It was February and Akienreh Johnson was ready to let her frustration out into the open.

The sophomore guard had torn her ACL in the midst of the 2016-17 season, then was cleared in time for the start of her sophomore season. She had put in the work during practice and extra workouts. But she wasn’t seeing the results.

Johnson met with Michigan coach Kim Barnes Arico not about playing time, but about finding a way to start seeing the returns on those hours.

“AK, you’re doing great,” she recalled being assured by Barnes Arico and assistant coach Melanie Moore. “Just keep working, like, your time will come.”
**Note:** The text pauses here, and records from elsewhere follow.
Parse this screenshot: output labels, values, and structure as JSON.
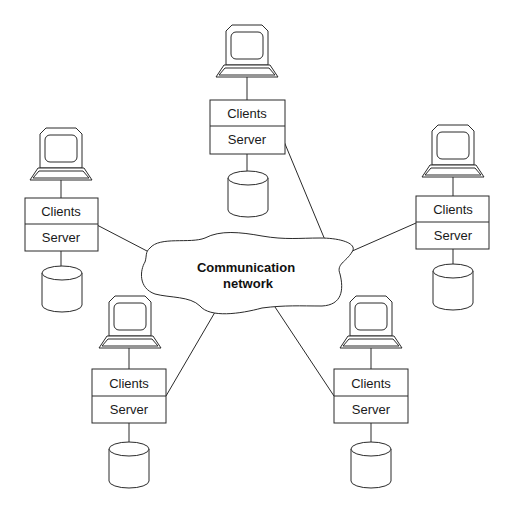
{
  "diagram": {
    "type": "client-server network",
    "network": {
      "label_line1": "Communication",
      "label_line2": "network"
    },
    "nodes": [
      {
        "id": "top",
        "clients_label": "Clients",
        "server_label": "Server"
      },
      {
        "id": "left",
        "clients_label": "Clients",
        "server_label": "Server"
      },
      {
        "id": "right",
        "clients_label": "Clients",
        "server_label": "Server"
      },
      {
        "id": "bottom-left",
        "clients_label": "Clients",
        "server_label": "Server"
      },
      {
        "id": "bottom-right",
        "clients_label": "Clients",
        "server_label": "Server"
      }
    ],
    "icons": {
      "terminal": "computer-terminal-icon",
      "storage": "database-cylinder-icon"
    },
    "colors": {
      "line": "#2a2a2a",
      "background": "#ffffff",
      "text": "#1a1a1a"
    }
  }
}
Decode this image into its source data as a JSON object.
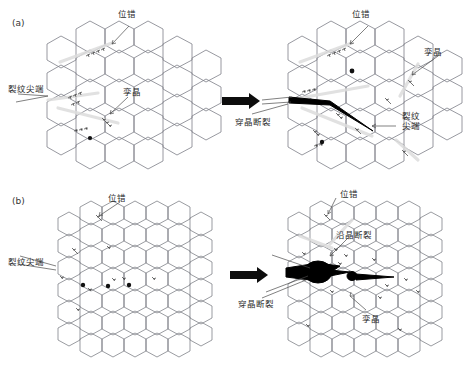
{
  "figure": {
    "type": "schematic-diagram",
    "panels": [
      {
        "id": "a",
        "tag": "(a)",
        "left_state": {
          "name": "initial-state-transgranular",
          "labels": [
            {
              "key": "dislocation",
              "text": "位错"
            },
            {
              "key": "crack_tip",
              "text": "裂纹尖端"
            },
            {
              "key": "twin",
              "text": "孪晶"
            }
          ]
        },
        "right_state": {
          "name": "propagated-state-transgranular",
          "labels": [
            {
              "key": "dislocation",
              "text": "位错"
            },
            {
              "key": "twin",
              "text": "孪晶"
            },
            {
              "key": "transgranular_fracture",
              "text": "穿晶断裂"
            },
            {
              "key": "crack_tip",
              "text": "裂纹尖端"
            }
          ]
        },
        "transition_arrow": "thick-black-right-arrow"
      },
      {
        "id": "b",
        "tag": "(b)",
        "left_state": {
          "name": "initial-state-mixed",
          "labels": [
            {
              "key": "dislocation",
              "text": "位错"
            },
            {
              "key": "crack_tip",
              "text": "裂纹尖端"
            }
          ]
        },
        "right_state": {
          "name": "propagated-state-mixed",
          "labels": [
            {
              "key": "dislocation",
              "text": "位错"
            },
            {
              "key": "intergranular_fracture",
              "text": "沿晶断裂"
            },
            {
              "key": "transgranular_fracture",
              "text": "穿晶断裂"
            },
            {
              "key": "twin",
              "text": "孪晶"
            }
          ]
        },
        "transition_arrow": "thick-black-right-arrow"
      }
    ],
    "colors": {
      "grain_boundary": "#7d7f88",
      "crack": "#000000",
      "arrow": "#0d0d0d",
      "slip_band": "#dcdcdc",
      "label_text": "#2b2b2b",
      "background": "#ffffff"
    },
    "glyphs": {
      "dislocation_symbol": "⊥",
      "void": "filled-black-ellipse"
    }
  }
}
Cliches and platitudes aren’t always the most reassuring advice. There turned out to be some truth to them this time.

The door opened for Johnson the following week at the Breslin Center, in the midst of an upset loss to Michigan State. Freshman forward Hailey Brown went down with a leg injury and Johnson’s name was called as much out of necessity as want. Three days later, at Minnesota, she was in the rotation.
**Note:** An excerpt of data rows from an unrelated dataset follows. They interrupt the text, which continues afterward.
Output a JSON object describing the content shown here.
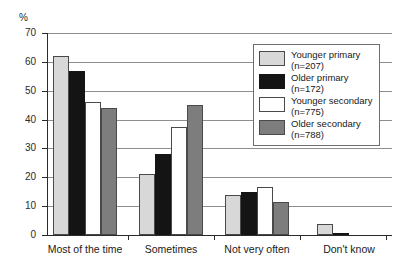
{
  "top_cropped_text": "",
  "axis": {
    "unit_label": "%",
    "y_ticks": [
      "0",
      "10",
      "20",
      "30",
      "40",
      "50",
      "60",
      "70"
    ]
  },
  "legend": {
    "entries": [
      {
        "label": "Younger primary",
        "n": "(n=207)",
        "color": "#d8d8d8"
      },
      {
        "label": "Older primary",
        "n": "(n=172)",
        "color": "#141414"
      },
      {
        "label": "Younger secondary",
        "n": "(n=775)",
        "color": "#ffffff"
      },
      {
        "label": "Older secondary",
        "n": "(n=788)",
        "color": "#7d7d7d"
      }
    ]
  },
  "chart_data": {
    "type": "bar",
    "title": "",
    "xlabel": "",
    "ylabel": "%",
    "ylim": [
      0,
      70
    ],
    "ytick_step": 10,
    "grid": true,
    "legend_position": "upper-right-inside",
    "categories": [
      "Most of the time",
      "Sometimes",
      "Not very often",
      "Don't know"
    ],
    "series": [
      {
        "name": "Younger primary",
        "n": 207,
        "color": "#d8d8d8",
        "values": [
          62,
          21,
          14,
          4
        ]
      },
      {
        "name": "Older primary",
        "n": 172,
        "color": "#141414",
        "values": [
          57,
          28,
          15,
          0.5
        ]
      },
      {
        "name": "Younger secondary",
        "n": 775,
        "color": "#ffffff",
        "values": [
          46,
          37.5,
          16.5,
          0
        ]
      },
      {
        "name": "Older secondary",
        "n": 788,
        "color": "#7d7d7d",
        "values": [
          44,
          45,
          11.5,
          0
        ]
      }
    ]
  }
}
Johnson had played just 12 minutes in the previous six games, sitting on the bench for the duration of four. When she got on the floor during that span, it was a stream of errors — a turnover, a missed shot, a long walk back to the bench.
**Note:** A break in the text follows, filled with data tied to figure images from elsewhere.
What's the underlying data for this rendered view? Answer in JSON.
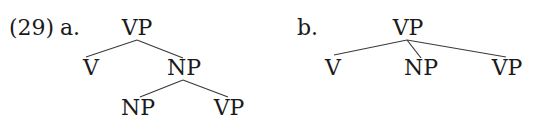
{
  "example": {
    "number": "(29)",
    "a": {
      "label": "a.",
      "root": "VP",
      "children": [
        "V",
        "NP"
      ],
      "np_children": [
        "NP",
        "VP"
      ]
    },
    "b": {
      "label": "b.",
      "root": "VP",
      "children": [
        "V",
        "NP",
        "VP"
      ]
    }
  }
}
“Okay, I know I haven’t been playing but I have to make sure I know the plays,” Johnson said she told herself before the trip to Minneapolis. “Have to make sure I know multiple positions, have to make sure I was ready.”

Twenty six minutes and 19 points later, it was clear she had done at least that much.

As the Wolverines await a likely bid to the NCAA Tournament, Johnson has emerged seemingly out of nowhere as a go-to scorer. The contest against the Golden Gophers was the first sign.

After the game — a 93-87 loss for the Michigan women’s basketball team — Johnson’s teammates were impressed her output. She didn’t even realize how well she had played.

“All I know is that we lost,” Johnson said. “So after the game, my teammates told me, they said, ‘You know you had 19 points.’ And I was like, ‘Really?’ I thought I had like, seven or eight.”

With that, something clicked.

Johnson was already coming off a torn ACL when she came to Michigan, having suffered the same injury during her senior year at Rogers High School in Toledo, Ohio. When the same knee twisted the wrong way during an early morning practice in 2016, she didn’t even realize she had torn it again.

“I went like a week walking around on it thinking I was gonna come back to playing,” Johnson said. “Until I got my MRI.”

The second time around, Johnson’s rehab was longer than before, but she knew what was coming. When her knee didn’t bend, she knew it eventually would. When she still couldn’t walk, she knew she eventually would.

Even so, there were anxieties in returning. It took Johnson time to trust a knee that had twice suffered such a serious injury.

“I would like fall — and I’d be completely fine, like I wouldn’t be hurt — I would just fall,” Johnson said. “And I would have to sit out (of practice) because I was just nervous.”

With the sole exception of a midseason stretch filled mostly with non-conference blowouts, Johnson played sparingly. Whether she got on the floor for one minute or 20, though, her parents gave her feedback. If possible, Johnson would watch back the tape with them. If not, they’d watch it and give her feedback — constantly reminding Johnson of how far she’d come to be on the court at all.

“It’s like a really positive thing and they just wanna keep my head up,” Johnson said. “Because sometimes, you know, you get down on yourself if you don’t play.”

After taking off against Minnesota, Johnson has stayed in orbit. She played the hero on Senior Night, hitting a 3-point dagger against then-No. 13 Maryland to cap a 17-point performance, a shot she says she knew was going in before ever touching the ball. Johnson joked that night her success was because the Terrapins hadn’t included her on the scouting report. Penn State avoided that mistake and it didn’t matter.

At the Big Ten Tournament, the Nittany Lions players shouted “Right driver!” every time she touched the ball. Johnson scored 13 on 5-of-9 shooting in a blowout victory for the Wolverines anyway, driving whichever way she pleased.

Now, there are no more frustrations. Johnson has an easygoing demeanor about her as she sits in the Crisler Center’s media room after practice.

“I know that I can get to the basket either if they know what I’m gonna do or not,” she says. “… I know that I can score.”